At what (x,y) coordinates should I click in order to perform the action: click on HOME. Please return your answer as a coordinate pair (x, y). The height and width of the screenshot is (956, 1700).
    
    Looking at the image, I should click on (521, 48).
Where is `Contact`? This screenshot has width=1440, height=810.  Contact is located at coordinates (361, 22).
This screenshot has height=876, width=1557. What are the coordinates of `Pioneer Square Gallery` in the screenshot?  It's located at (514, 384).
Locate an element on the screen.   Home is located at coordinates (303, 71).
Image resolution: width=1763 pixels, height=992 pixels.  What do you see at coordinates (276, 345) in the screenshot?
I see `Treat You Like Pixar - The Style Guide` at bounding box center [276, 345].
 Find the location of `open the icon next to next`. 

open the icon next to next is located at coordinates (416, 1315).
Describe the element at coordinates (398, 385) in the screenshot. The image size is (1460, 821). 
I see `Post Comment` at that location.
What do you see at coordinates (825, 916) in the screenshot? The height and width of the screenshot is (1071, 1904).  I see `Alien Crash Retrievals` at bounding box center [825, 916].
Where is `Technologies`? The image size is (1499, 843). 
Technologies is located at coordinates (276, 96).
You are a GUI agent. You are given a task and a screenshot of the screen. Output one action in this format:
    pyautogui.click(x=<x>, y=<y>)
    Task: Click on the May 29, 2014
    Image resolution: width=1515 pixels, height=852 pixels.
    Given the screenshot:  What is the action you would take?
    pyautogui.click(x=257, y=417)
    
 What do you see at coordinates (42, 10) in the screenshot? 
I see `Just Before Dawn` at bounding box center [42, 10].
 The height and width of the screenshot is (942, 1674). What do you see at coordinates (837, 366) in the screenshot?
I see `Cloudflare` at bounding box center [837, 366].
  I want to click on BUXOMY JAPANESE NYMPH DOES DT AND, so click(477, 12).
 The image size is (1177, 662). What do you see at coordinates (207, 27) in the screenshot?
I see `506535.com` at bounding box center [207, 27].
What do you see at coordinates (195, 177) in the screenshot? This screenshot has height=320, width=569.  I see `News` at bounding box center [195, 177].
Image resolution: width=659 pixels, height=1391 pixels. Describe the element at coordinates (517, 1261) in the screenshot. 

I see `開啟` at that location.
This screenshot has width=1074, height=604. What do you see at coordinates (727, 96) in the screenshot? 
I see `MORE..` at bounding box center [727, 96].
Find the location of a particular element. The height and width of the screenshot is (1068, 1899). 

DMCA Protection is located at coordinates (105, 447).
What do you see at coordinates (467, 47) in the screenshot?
-----
Scan the lines above for "This screenshot has height=876, width=1557." and for "Locate an element". Repeat exactly the line holding each of them and every line in between.

This screenshot has height=876, width=1557. What are the coordinates of `Pioneer Square Gallery` in the screenshot?  It's located at (514, 384).
Locate an element on the screen.   Home is located at coordinates (303, 71).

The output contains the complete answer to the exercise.